Bishop Pompili said that the Synod “could have a beneficial effect,” and recalled that Pope Francis, in Florence 2015, asked “to consolidate an ever more synodal style” so that “shepherds and people will be able to interpret, and not just suffer, change.”

Bishop Pompili went beyond. He aims at reconciliation between two poles: the pole of the ethic for life and the pole of the social ethics. “The defense of the embryo and that of the migrant – he said – are two faces of the same coin.” This is Pope Francis’ principle, who also structured this way the Pontifical Academy for Life and the Pontifical Theological Institute John Paul II for Studies on Marriage and Family.

The proposal of a Synod for Italy was already launched back in 2015 by Bishop Nunzio Galantino, then general secretary of the Italian Bishops’ Conference. The project did not take off.

Pope Francis’ seems to have the project close to his heart, and also indicated the path. He asked, in his speech, that a Synod would start from the bottom and not from above. Vatican News immediately clarified that Pope Francis was not backing the summoning of a Synod. He was instead putting a topic on the table, without exerting any pressure.

Bishops were somewhat lukewarm to the idea. In part because it was a proposal coming from outside the Bishops’ Conference, as an imposition.

This coldness must be read through other lenses.

For years, in Italy, there was a Catholic party, which had a majority in Parliament. Since the 1990s, with the collapse of the Catholic party, the Catholic Church in Italy changed strategy: Catholics were called to be the ‘salt of the earth,’ committed in politics in every party. This strategy was well managed by Cardinal Camillo Ruini, who served for more than ten years as the Pope’s Vicar for the diocese of Rome and president of the Italian Bishops’ Conference.

During the 2000s, the Catholic point of view almost disappeared from the public discourse. In 2009, a school of social teaching led by Salesians attracted many leaders from the Catholic movements. They were asked to educate young people, to start a new cultural change. The campaign was immediately subjected to media leaks.

The school of social teaching did not aim at founding a new party, but at renewing politics through Catholic perspectives. Many of the people involved, however, wanted to create a new party or at least enter politics. Those who were backing a new party met in Todi. The meeting of Todi provided several ministers to the government led by Mario Monti. This way, both the idea of a Catholic party and a new Catholic culture from the bottom fell.

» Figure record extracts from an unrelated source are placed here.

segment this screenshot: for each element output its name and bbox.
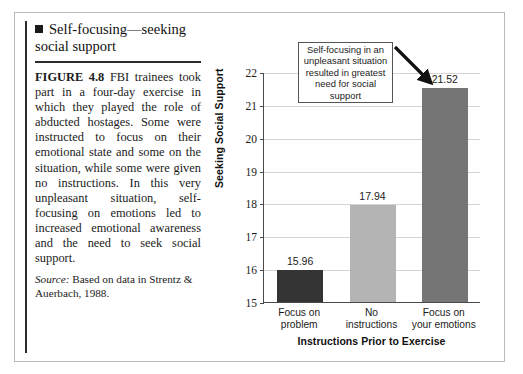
- figure-heading-text: Self-focusing—seeking social support: [35, 21, 186, 54]
- y-axis-tick: [260, 172, 264, 173]
- plot-area: 151617181920212215.9617.9421.52: [263, 73, 480, 303]
- figure-number-label: FIGURE 4.8: [35, 70, 104, 84]
- figure-caption-body: FIGURE 4.8 FBI trainees took part in a f…: [35, 70, 207, 266]
- y-axis-title: Seeking Social Support: [213, 69, 225, 188]
- y-axis-tick-label: 20: [246, 133, 258, 145]
- callout-box: Self-focusing in an unpleasant situation…: [298, 42, 393, 103]
- x-axis-tick-label: Noinstructions: [335, 307, 407, 331]
- caption-divider: [35, 61, 201, 63]
- bar-value-label: 17.94: [359, 190, 385, 202]
- y-axis-tick-label: 19: [246, 166, 258, 178]
- y-axis-tick: [260, 106, 264, 107]
- y-axis-tick: [260, 73, 264, 74]
- figure-source-note: Source: Based on data in Strentz & Auerb…: [35, 273, 207, 300]
- bar: 21.52: [422, 88, 468, 302]
- filled-square-bullet-icon: [35, 25, 43, 33]
- bar-value-label: 15.96: [287, 255, 313, 267]
- y-axis-tick-label: 17: [246, 231, 258, 243]
- y-axis-tick: [260, 303, 264, 304]
- arrow-down-right-icon: [391, 43, 443, 95]
- y-axis-tick: [260, 204, 264, 205]
- bar: 17.94: [350, 205, 396, 302]
- callout-text: Self-focusing in an unpleasant situation…: [299, 44, 392, 101]
- y-axis-tick-label: 16: [246, 264, 258, 276]
- y-axis-tick-label: 22: [246, 67, 258, 79]
- x-axis-tick-label-line: Focus on: [408, 307, 480, 319]
- x-axis-title: Instructions Prior to Exercise: [263, 335, 480, 347]
- figure-caption-column: Self-focusing—seeking social support FIG…: [25, 21, 207, 353]
- x-axis-tick-label-line: No: [335, 307, 407, 319]
- figure-caption-text: FBI trainees took part in a four-day exe…: [35, 70, 201, 265]
- y-axis-tick-label: 21: [246, 100, 258, 112]
- y-axis-tick: [260, 139, 264, 140]
- y-axis-tick-label: 15: [246, 297, 258, 309]
- bar: 15.96: [277, 270, 323, 302]
- y-axis-tick: [260, 270, 264, 271]
- x-axis-tick-label: Focus onproblem: [263, 307, 335, 331]
- y-axis-tick-label: 18: [246, 198, 258, 210]
- figure-frame: Self-focusing—seeking social support FIG…: [14, 12, 505, 362]
- x-axis-tick-label-line: your emotions: [408, 319, 480, 331]
- figure-heading: Self-focusing—seeking social support: [35, 21, 207, 55]
- source-label: Source:: [35, 273, 69, 285]
- x-axis-tick-label-line: instructions: [335, 319, 407, 331]
- x-axis-tick-label-line: Focus on: [263, 307, 335, 319]
- bar-chart: Seeking Social Support 15161718192021221…: [211, 21, 501, 355]
- x-axis-tick-label-line: problem: [263, 319, 335, 331]
- y-axis-tick: [260, 237, 264, 238]
- x-axis-tick-label: Focus onyour emotions: [408, 307, 480, 331]
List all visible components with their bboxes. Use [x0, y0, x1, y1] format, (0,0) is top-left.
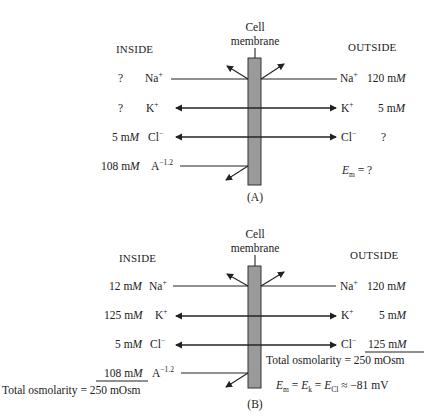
na-blocked-arrow-left	[227, 274, 248, 286]
membrane-label-line2: membrane	[231, 242, 280, 254]
panel-b: Cell membrane INSIDE OUTSIDE 12 mM Na+ N…	[2, 228, 424, 411]
k-ion-inside: K+	[155, 307, 168, 321]
na-blocked-arrow-right	[261, 64, 284, 79]
na-ion-outside: Na+	[340, 278, 358, 292]
na-outside-conc: 120 mM	[367, 280, 407, 292]
k-inside-conc: ?	[118, 102, 123, 114]
inside-total-osmolarity: Total osmolarity = 250 mOsm	[2, 384, 141, 397]
outside-header: OUTSIDE	[350, 249, 399, 261]
cl-ion-outside: Cl−	[341, 336, 356, 350]
cl-ion-inside: Cl−	[150, 336, 165, 350]
na-ion-outside: Na+	[340, 70, 358, 84]
cl-inside-conc: 5 mM	[115, 338, 144, 350]
membrane-diagram: Cell membrane INSIDE OUTSIDE ? Na+ Na+ 1…	[0, 0, 447, 417]
a-inside-conc: 108 mM	[104, 367, 144, 379]
na-blocked-arrow-right	[261, 272, 284, 286]
membrane-potential-equation: Em = Ek = ECl ≈ −81 mV	[275, 379, 389, 394]
k-ion-inside: K+	[146, 100, 159, 114]
membrane-label-line1: Cell	[245, 228, 264, 240]
outside-total-osmolarity: Total osmolarity = 250 mOsm	[266, 354, 405, 367]
k-ion-outside: K+	[341, 307, 354, 321]
na-ion-inside: Na+	[145, 70, 163, 84]
inside-header: INSIDE	[116, 43, 153, 55]
k-outside-conc: 5 mM	[379, 309, 408, 321]
k-inside-conc: 125 mM	[104, 309, 144, 321]
panel-a: Cell membrane INSIDE OUTSIDE ? Na+ Na+ 1…	[101, 21, 407, 204]
a-inside-conc: 108 mM	[101, 160, 141, 172]
cl-outside-conc: ?	[381, 131, 386, 143]
na-ion-inside: Na+	[149, 278, 167, 292]
k-outside-conc: 5 mM	[378, 102, 407, 114]
cl-inside-conc: 5 mM	[112, 131, 141, 143]
cell-membrane	[248, 266, 261, 388]
cl-outside-conc: 125 mM	[368, 338, 408, 350]
outside-header: OUTSIDE	[348, 41, 397, 53]
a-ion-inside: A−1.2	[152, 365, 174, 379]
na-inside-conc: 12 mM	[109, 280, 143, 292]
cl-ion-outside: Cl−	[341, 129, 356, 143]
na-blocked-arrow-left	[227, 66, 248, 79]
membrane-label-line2: membrane	[231, 35, 280, 47]
membrane-label-line1: Cell	[245, 21, 264, 33]
cl-ion-inside: Cl−	[148, 129, 163, 143]
na-inside-conc: ?	[118, 72, 123, 84]
cell-membrane	[248, 58, 261, 185]
panel-b-label: (B)	[247, 398, 263, 411]
k-ion-outside: K+	[341, 100, 354, 114]
a-blocked-arrow	[226, 166, 248, 180]
panel-a-label: (A)	[247, 191, 263, 204]
inside-header: INSIDE	[119, 252, 156, 264]
a-blocked-arrow	[226, 373, 248, 387]
na-outside-conc: 120 mM	[367, 72, 407, 84]
a-ion-inside: A−1.2	[151, 158, 173, 172]
membrane-potential: Em = ?	[341, 164, 372, 179]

Fr. Spadaro and the Jesuits of Civiltà Cattolica may want to bring back the issue. The Synod might be the starting place for a new space for meetings for Catholics. Some even think about creating a new Catholic party.

Who would lead this new party, and how? The Italian Catholic laity still has not reacted. Fr. Spadaro challenged them: “What is the place of Christian fellowship in the modern democratic society? How could Christians contribute to a healthy democracy in Italy?”

There are also opinions against it. For example, Archbishop Corrado Lorefice of Palermo underscored that “a quick and simplistic opinion on the need for a political response by Catholics to the crisis of Italy would not be only a mistake, but also like pouring good wine in an old wineskin.”

It is even rumored that Fr. Spadaro will be appointed Archbishop of Naples to replace the soon to retire Cardinal Sepe. In that position, Fr. Spadaro would be part of the Italian Bishops’ Conference and pull strings from there.

These topics involve local and universal situations: Italy is Catholic by tradition and generally linked to the Vatican, and often a workshop for the universal Church. A Synod for the Italian Church could also pave the way for other national Synods. This is part of Pope Francis’ notion of a Church in a state of permanent Synod.

Another possibility is that Catholics will be gathered everywhere around a common agenda.

However, the proposal of the Synod can also be considered a response of progressives to the extraordinary success of events like the March for Life and Family Day in Italy.